“These costs are just untenable for an awful lot of families,” the Labor Department found. But while Trump benefited from voters’ economic ire, the politics of child care aren’t cut-and-dried.
Summary
Child care costs for many U.S. families during peak inflation in 2022 ranged from $6,552 to $15,600 per child, comparable to rent, according to Labor Department data.
These high costs strained household budgets, disproportionately impacted women’s workforce participation, and fueled economic dissatisfaction among voters.
While Kamala Harris proposed policies to reduce child care costs, Donald Trump capitalized on broader economic grievances to expand his voter base, despite offering few specifics on addressing the issue.
Pandemic-era federal aid helped stabilize costs but left parents bearing much of the financial burden.
I just picked a state. Average infant daycare cost is $1172/mo. Maximum of 4 infants per caregiver, so a maximum of $4.688.
Health insurance here averages $400/mo, for an individual (some often paid by the employer).
Assuming they are employed, the employer is paying for federal unemployment insurance, workers compensation insurance, state unemployment insurance. It was really hard to get solid numbers but based on my reading, we can estimate about 2% will go to that.

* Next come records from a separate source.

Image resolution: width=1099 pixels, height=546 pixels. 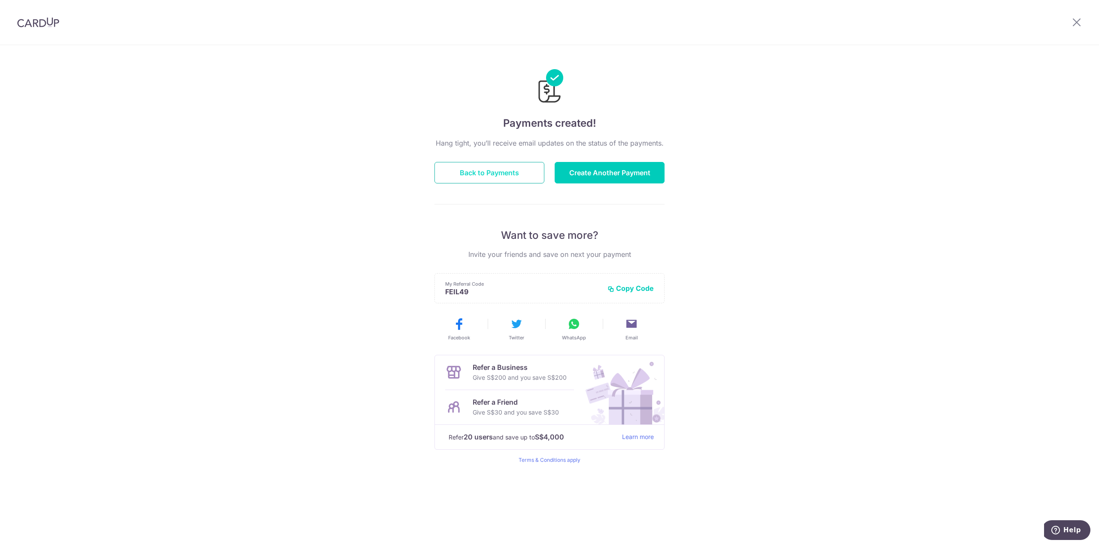 What do you see at coordinates (517, 329) in the screenshot?
I see `button: Twitter` at bounding box center [517, 329].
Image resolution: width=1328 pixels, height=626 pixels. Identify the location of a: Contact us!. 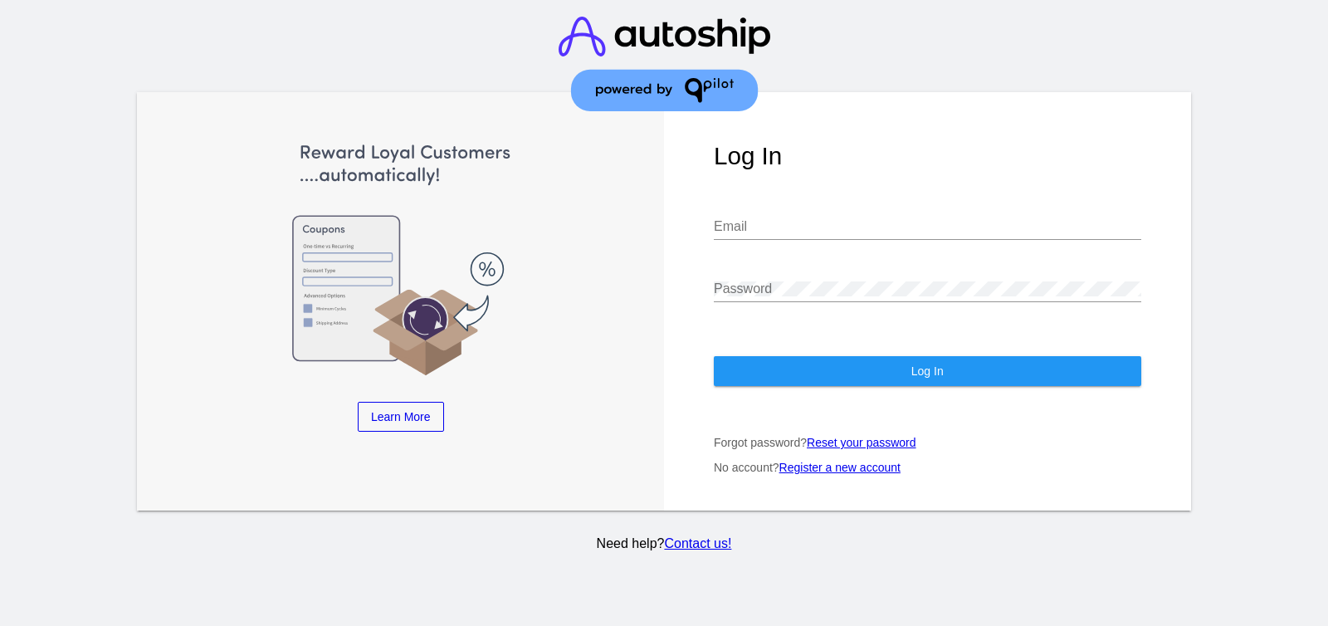
(697, 543).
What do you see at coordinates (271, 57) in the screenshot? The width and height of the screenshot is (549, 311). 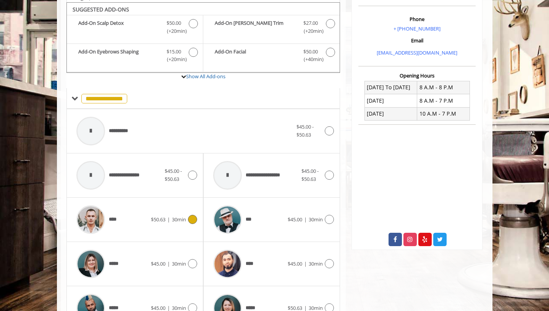 I see `label: Add-On Facial` at bounding box center [271, 57].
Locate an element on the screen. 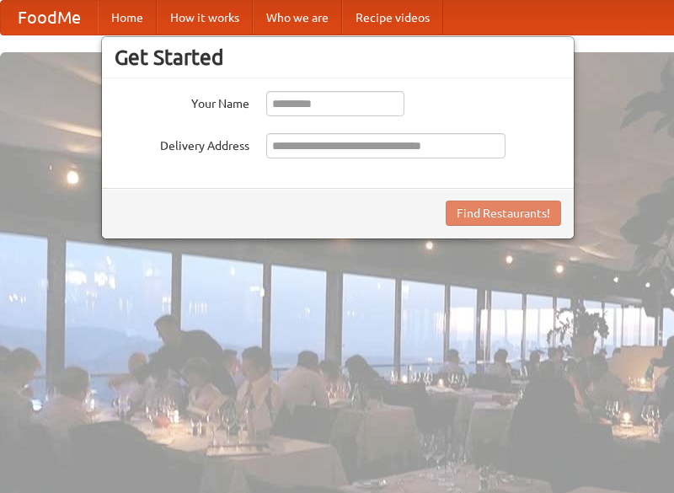  a: FoodMe is located at coordinates (49, 18).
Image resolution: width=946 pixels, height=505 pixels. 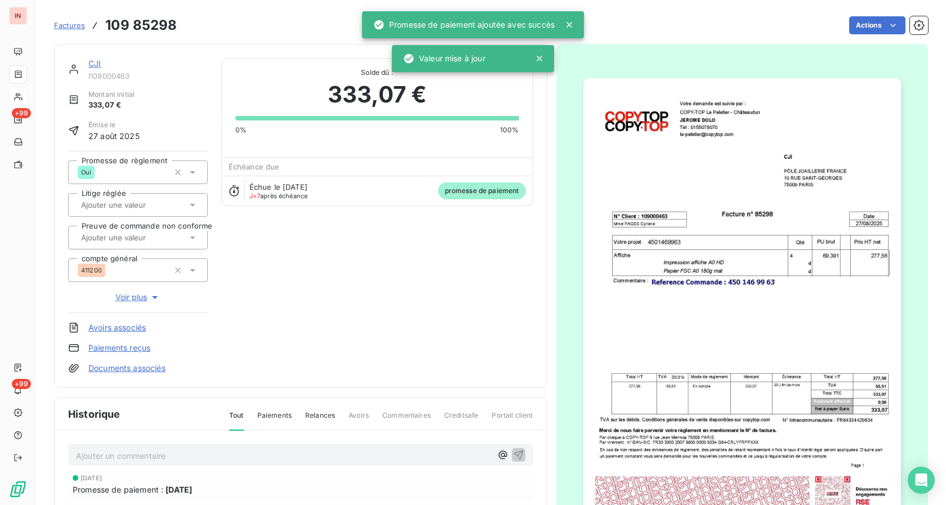 What do you see at coordinates (18, 489) in the screenshot?
I see `img: Logo LeanPay` at bounding box center [18, 489].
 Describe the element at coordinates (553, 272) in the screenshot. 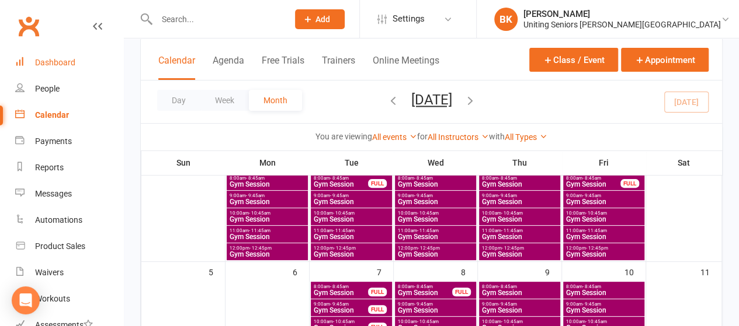

I see `div: 9` at that location.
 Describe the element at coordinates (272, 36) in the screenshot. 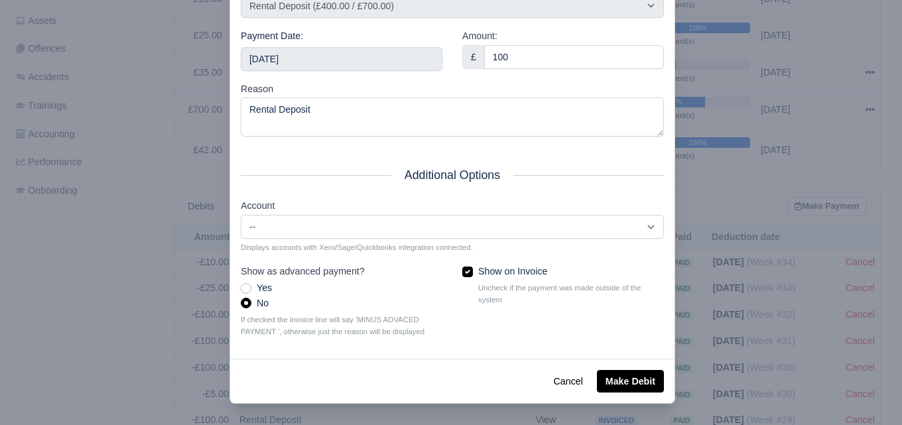

I see `label: Payment Date:` at that location.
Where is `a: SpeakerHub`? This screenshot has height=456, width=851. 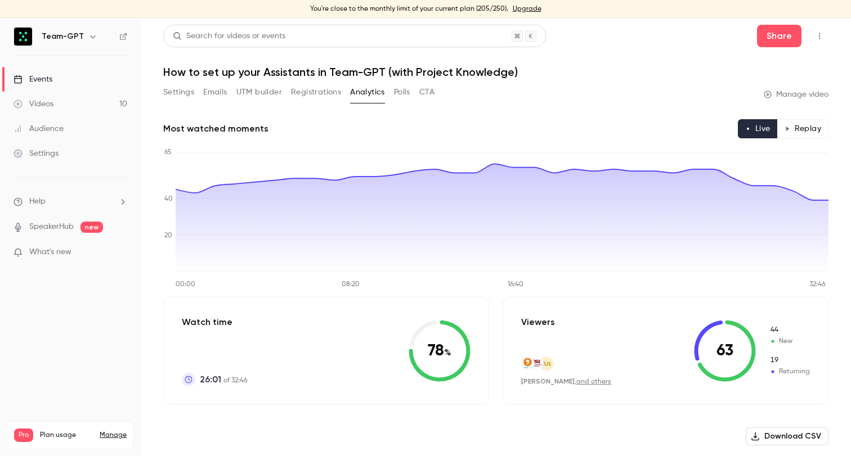 a: SpeakerHub is located at coordinates (51, 227).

So we have $4296 left over. Assuming payroll and supplies and everything else costs nothing at all (which is definitely not accurate), and assuming we give the rest straight to the employee... Their gross would be $51,000 roughly.
The average daycare worker in this state makes about $33k/year.
There's tons and tons of federal and state funds for individual daycares, group centers etc. Some of it specifically to help boost payroll. Still doesn't help because it gets eaten away by the bureaucracy.
I was thinking it would be 1 adult for every 8-10 kids but others are saying it is legally mandated to be 1 adult to 2-5 kids which means you are paying half a persons salary.
Daycare got cheaper as my son got older. Always loved him moving up to a, new room. Of course, 30 years ago, were talking about $125/week or so when he was an infant.
Yeah and not just pure take home. Also any benefits(though in this industry they'd be the worst of they're even offered), making sure you have a correct staffing matrix, and taxes/unemployment insurance. It's pretty cost prohibitive, depending on age. And once it's not, the kid really can stay home alone.
I am in the northeast and it is heavily regulated down to how many hours staff can be on duty and levels of staffing, the simple fact is that especially for those under twelve (where the rules are generally at least two people at all times for a group of ten, under three is literally 1 person per two children), ensuring that you have 10-12 hours of sufficient coverage (most ppl work 8-9 hours plus travel time to work) from background checked and fingerprinted persons while also feeding the children and keep a commercial building open is expensive.
Not in my neck of the woods, they are aiming for 25 kids per teacher eventually in NYC 🙄, and meanwhile some older NY folks say we baby the young cause they were upto 50 to a teacher when they went to school, like we shouldn't try to progress.